A Plague of Heretics (33 page)

Read A Plague of Heretics Online

Authors: Bernard Knight

Tags: #_NB_Fixed, #lorraine, #rt, #Coroners - England, #Devon (England), #Fiction, #Great Britain - History - Angevin period; 1154-1216, #Historical, #Mystery & Detective, #Police Procedural

It was a great relief to both of them to know that their clerk seemed out of danger and likely to be back at work very shortly, in spite of the monk’s exhortations to rest for a while.

They brought their minds back to the business of the day. In the absence of any new dead bodies, rapes or fires, Gwyn wanted to know what was to happen to the two instigators of the quayside riot.

‘The sheriff has had to bow to the demands of the cathedral and give them back to the bishop’s jurisdiction,’ said John bitterly. ‘Though, as usual, the bloody bishop is conspicuous by his absence and I doubt if he would be very interested in such mundane matters, when he has the politics of England to amuse him.’

The coroner rose from his bench at the mention of the two renegades.

‘They were to be collected from the castle gaol yesterday.

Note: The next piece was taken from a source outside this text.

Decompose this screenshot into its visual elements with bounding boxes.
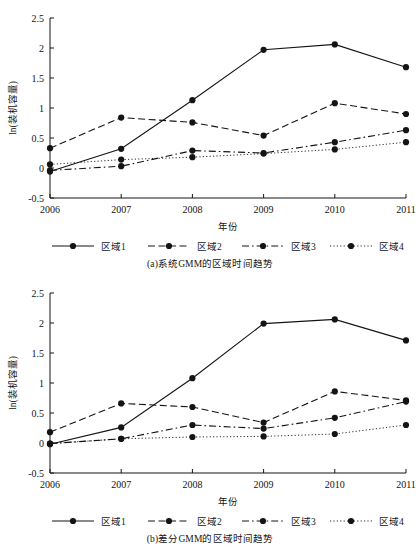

If they’re still there, I’d like a word with the bastards before they leave. I still wonder if they were the ones who killed our three heretics.’

With Gwyn clumping behind him, he hurried down the stairs and out into the inner bailey, where a cold rain had begun to fall from a leaden sky. They strode across to the keep but, instead of climbing the wooden stairs to the hall above, went down a few stone steps to the undercroft, a crypt partly below ground which occupied the whole of the base of the keep. A gloomy, damp cavern with stone arches supporting the building above, it was part prison, part storehouse and part torture chamber. Ruled over by the sadistic Stigand, the gaol consisted of a few filthy cells locked behind a rusty iron grille that divided the undercroft into two halves.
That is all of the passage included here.